What in your life defines the intimacy of God? What in your life keeps you from intimacy with God, from intimacy with others? Today, as you come forward to receive the most intimate sign of God's love, the very body and blood of Jesus Christ which will be taken into your body, uniting your flesh with his, I invite you: bring forward your shame. Bring forward your betrayals. Bring forward your fears. Bring forward your guilt. Bring forward your feelings of being judged, of being exploited, of being abused. Bring forward these things, take them off, lay them on the altar, and come naked before the one who sits beside you at this well of life and longs to whisper in your ear, "I am he - the one that loves you." It definitely sounds awkward to us. But give it a shot. And perhaps, I pray, you may discover that in coming undressed and exposed, as Adam and Eve, to this feast, you will also find God, naked and exposed, in the love of Jesus Christ.

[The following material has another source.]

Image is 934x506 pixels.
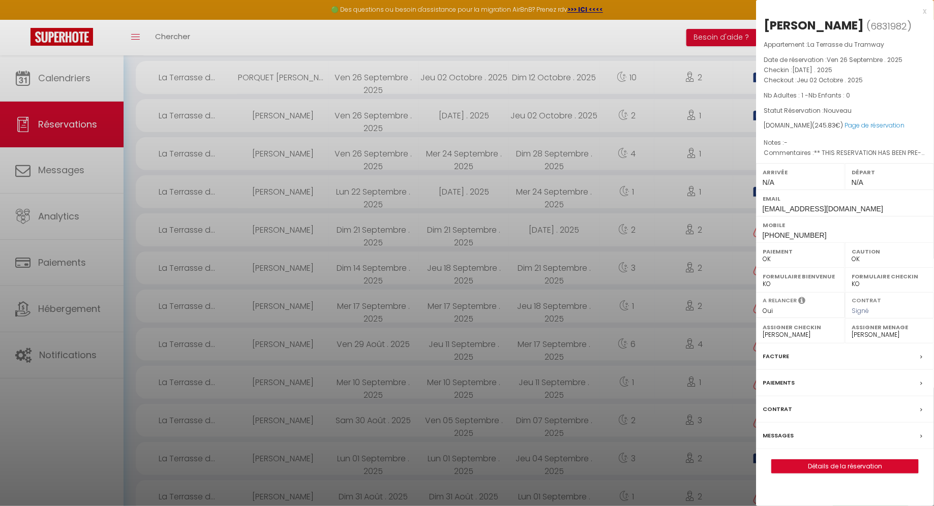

The thirsty pilgrims of ancient Israel once quarreled, asking, "is the LORD really among us, or not?" Centuries later, a poet of the psalms who was himself a lover, wrote, "there is a river whose streams make glad the city of God, the Holy place where the most high dwells; God is within her, she will not fall." In Christ we have found this river; God is within you, and God will not fail you, will never make you feel ashamed, will never betray you. Rather, by the Spirit, Christ dwells in our hearts. Lovingly. Intimately. Forever.

Go forth, like this woman. Live in this intimacy. Live in this gift. Live as an agent and a lover of this new creation. Worship in spirit and truth. And invite others to come, to see, and to experience this love for themselves. Amen.

In memoriam Peter J. Gomes, witness, teacher and friend. May his soul rest in peace. Soli dei Gloria.